Most of those funds were raised by “direct traffic” to our Kickstarter page: in other words, people who already knew about the project and sought it out. Facebook was comparatively useless, but Twitter brought in more than fifteen grand. All this was thanks to other people’s social media, for which I am truly grateful, having none of my own. A link on The Guardian website brought us more than a thousand bucks, and a mention on io9.com gave us almost a thousand. My own wretched website netted us fifteen hundred bucks. Backers gave us everything from a dollar to $10,000: the average contribution was $103.
The biggest surprise in terms of funding came from two mentions on Slashdot, the venerable technology and free software site: $4,000 all told. This was due to BILL partnering with OpenShot, the multi-platform free software editing system which also raised funding via Kickstarter. So at last those years I spent going to the GNU/Linux users’ group paid off! And I can proudly own to being a pretty clueless GNU/Linux geek who uses the free software operating system on a regular basis.
Most of these posts and the Kickstarter page and updates were written on a little netbook which I bought from a Berkeley company, ZaReason, for three hundred bucks. It came with Mint, a derivative of the Ubunto OS, installed and worked flawlessly out of the box – you know, doing things like finding the wireless network, writing, printing, and downloading software like OpenShot.
Free software desktops really work. They will do what you want. You can dig out that cranky old computer which you put in the used media repository and install a handsome, working GNU/Linux desktop on it today. If it’s a really old ‘un, or you have trouble getting rid of Windows (the pestilential thing likes to hang on sometimes), try a 32-bit installation of Fedora XFCE. That pup is tough and will install itself on anything, and find your wireless.
Why bother to do this? Don’t get my dear friend Richard Stallman started on that. There are many reasons, besides the fact that erasing the OS which came with your computer and installing a different one is mysteriously empowering. But the main thing is that Microsoft and Apple are deplorable companies. MS used to be the number one villain, but Apple, with its overpriced toys and the horrible working conditions of its Chinese slave camps, is surely worse. All MS does is make bad software and dominate the office suite world. Apple’s business policy involves factories where the air explodes and workers commit suicide.
The thing which keeps users tied to Microsoft and Apple is specialist software – in my case, Adobe products like Photoshop and its plug-ins, and editing software like Avid and Final Cut 7. If OpenShot’s Kickstarter upgrade succeeds, it will be a fully-featured editing suite which works across all platforms – MS, Apple, and GNU/Linux. We’ll be editing BILL on it, others will come on board, and maybe I can persuade the buyers in the groves of academe to give up all those Macs and instead purchase a raft of made-in-America Linux boxes!
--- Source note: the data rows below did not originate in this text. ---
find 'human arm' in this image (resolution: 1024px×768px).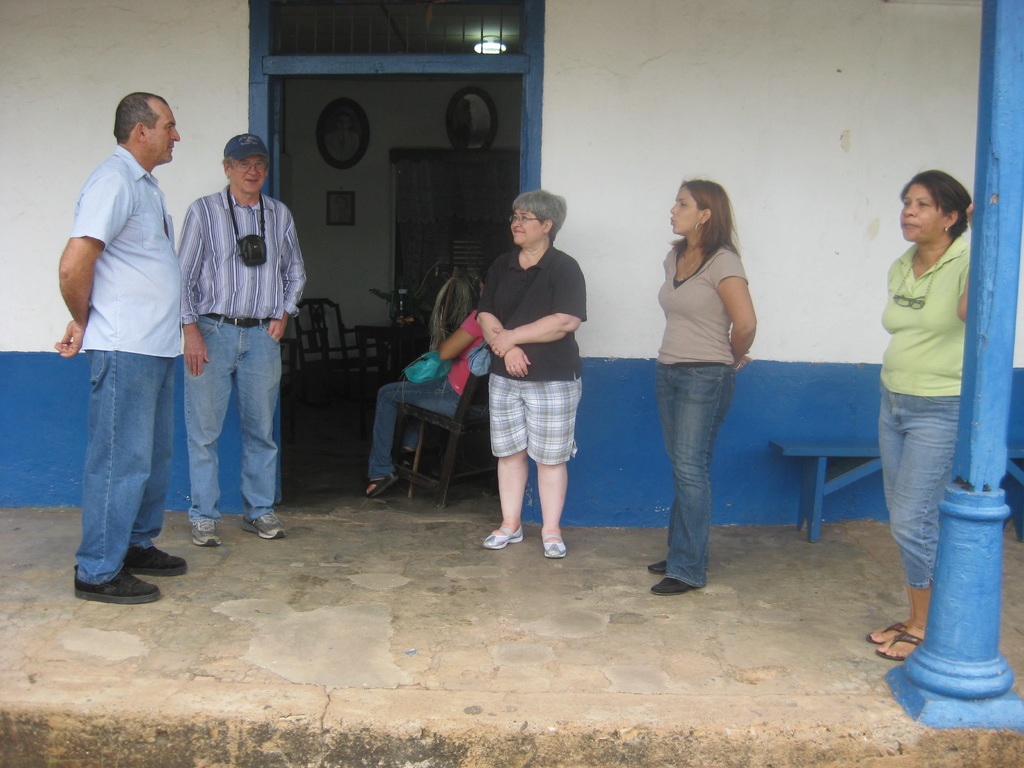
l=953, t=198, r=972, b=328.
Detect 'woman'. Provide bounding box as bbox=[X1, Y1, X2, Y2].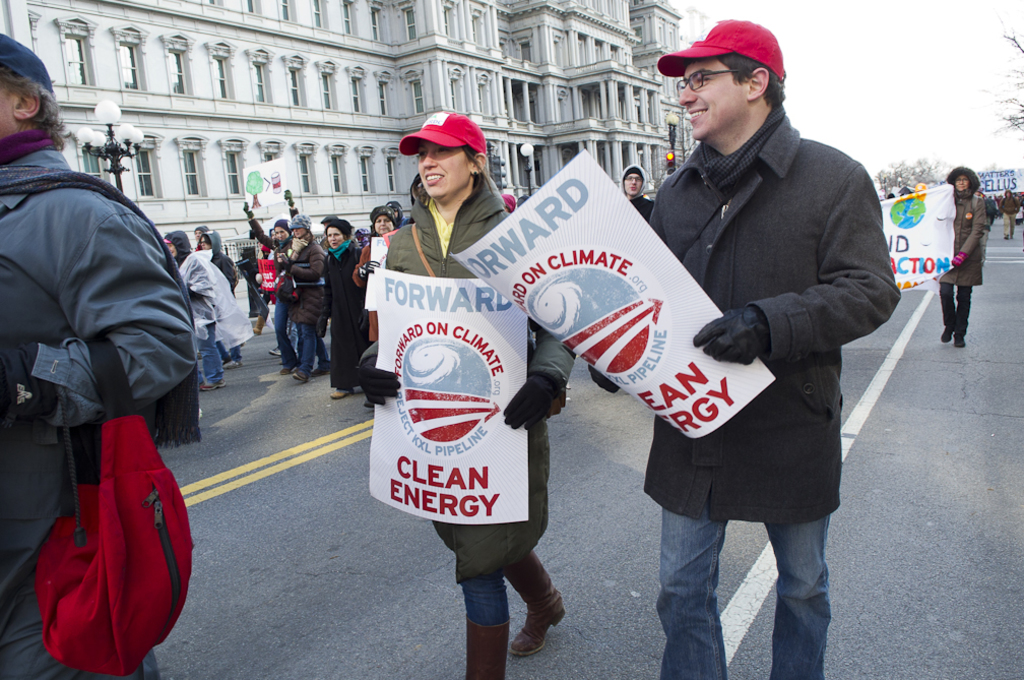
bbox=[238, 199, 296, 374].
What Mrs Thatcher (DING! DONG!) said about there being no alternative wasn’t true, and still isn’t. We have alternatives. And thanks to the world-wide interwebs, some of them are free, as in liberty, and also free, as in beer. Speaking of which I’m off tonight to Under The Sun to take advantage of my free pitcher of beer coupon. (That’s enough product placement for now.)
If you’re interested, we didn’t get the full $114,957 to shoot Bill. Kickstarter takes a five percent commission, which is fair, and Amazon, their credit card “processor” take a 4-5% cut for processing credit cards, which usually costs only 2% of the transaction. Add to those commissions some atrophy from people whose credit cards were declined (we pay Amazon for that, too), and the final sum deposited in the Galactic LLC bank account, this very morn, was $104,497.54. So that is the budget of BILL!
Update — I am not alone tapping away on my little GNU/Linux box. The International Space Station has officially abandoned MS WIndows — henceforth all its onboard computers will run Debian GNU/Linux. NASA has used Linux for ground operations for many years – but the conversion of its inflight laptops to Debian (which also runs an experimental humanoid robot aboard the ship) suggests that earthbound computer users have nothing to fear from trying out a free software OS.